- [Exercise objective] Find and copy every line in the records that includes the string "Where".

===

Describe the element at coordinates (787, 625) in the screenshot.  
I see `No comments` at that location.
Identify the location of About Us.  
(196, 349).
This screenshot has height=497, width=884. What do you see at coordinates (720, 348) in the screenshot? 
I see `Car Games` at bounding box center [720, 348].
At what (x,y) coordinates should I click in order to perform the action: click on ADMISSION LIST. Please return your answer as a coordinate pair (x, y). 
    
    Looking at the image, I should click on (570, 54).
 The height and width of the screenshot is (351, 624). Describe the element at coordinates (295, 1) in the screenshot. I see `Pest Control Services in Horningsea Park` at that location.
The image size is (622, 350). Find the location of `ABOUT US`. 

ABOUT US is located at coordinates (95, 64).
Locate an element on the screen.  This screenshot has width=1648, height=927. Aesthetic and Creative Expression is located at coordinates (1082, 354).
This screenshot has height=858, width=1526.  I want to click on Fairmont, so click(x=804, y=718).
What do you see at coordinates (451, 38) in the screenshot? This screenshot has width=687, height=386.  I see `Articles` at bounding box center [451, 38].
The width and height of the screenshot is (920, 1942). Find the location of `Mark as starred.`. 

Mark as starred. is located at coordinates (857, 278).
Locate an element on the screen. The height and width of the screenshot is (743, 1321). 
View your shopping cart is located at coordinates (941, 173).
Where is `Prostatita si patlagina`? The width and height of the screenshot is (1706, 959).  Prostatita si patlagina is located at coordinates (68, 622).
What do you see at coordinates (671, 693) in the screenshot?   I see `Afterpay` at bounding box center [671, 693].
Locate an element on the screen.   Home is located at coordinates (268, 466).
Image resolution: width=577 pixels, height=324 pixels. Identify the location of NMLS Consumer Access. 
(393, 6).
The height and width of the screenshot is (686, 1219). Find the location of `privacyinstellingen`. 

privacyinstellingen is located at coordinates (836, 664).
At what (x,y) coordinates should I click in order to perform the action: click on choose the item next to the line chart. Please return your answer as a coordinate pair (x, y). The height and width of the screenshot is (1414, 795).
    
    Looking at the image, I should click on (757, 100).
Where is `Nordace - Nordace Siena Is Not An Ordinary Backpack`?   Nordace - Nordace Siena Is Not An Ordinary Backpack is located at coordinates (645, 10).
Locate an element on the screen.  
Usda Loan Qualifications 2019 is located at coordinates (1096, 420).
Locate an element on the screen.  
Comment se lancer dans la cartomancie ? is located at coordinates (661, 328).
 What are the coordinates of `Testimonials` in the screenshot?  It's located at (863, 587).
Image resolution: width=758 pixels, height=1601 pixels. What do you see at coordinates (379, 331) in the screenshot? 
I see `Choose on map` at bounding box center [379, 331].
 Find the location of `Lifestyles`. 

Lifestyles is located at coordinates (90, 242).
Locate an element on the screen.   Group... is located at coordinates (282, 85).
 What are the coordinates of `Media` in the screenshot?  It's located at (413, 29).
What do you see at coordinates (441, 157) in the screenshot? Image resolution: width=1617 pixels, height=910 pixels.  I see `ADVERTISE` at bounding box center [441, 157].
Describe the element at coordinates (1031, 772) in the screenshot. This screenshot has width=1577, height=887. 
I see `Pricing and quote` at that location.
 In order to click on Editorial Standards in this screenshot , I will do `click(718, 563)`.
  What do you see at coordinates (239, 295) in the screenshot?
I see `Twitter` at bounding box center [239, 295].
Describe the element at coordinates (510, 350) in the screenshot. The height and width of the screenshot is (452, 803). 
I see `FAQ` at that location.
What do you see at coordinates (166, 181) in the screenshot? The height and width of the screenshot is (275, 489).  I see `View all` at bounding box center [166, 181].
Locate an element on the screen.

===

- [Result]
Where is `Prostatita si patlagina`? The width and height of the screenshot is (1706, 959).  Prostatita si patlagina is located at coordinates (68, 622).
Where is `Nordace - Nordace Siena Is Not An Ordinary Backpack`?   Nordace - Nordace Siena Is Not An Ordinary Backpack is located at coordinates (645, 10).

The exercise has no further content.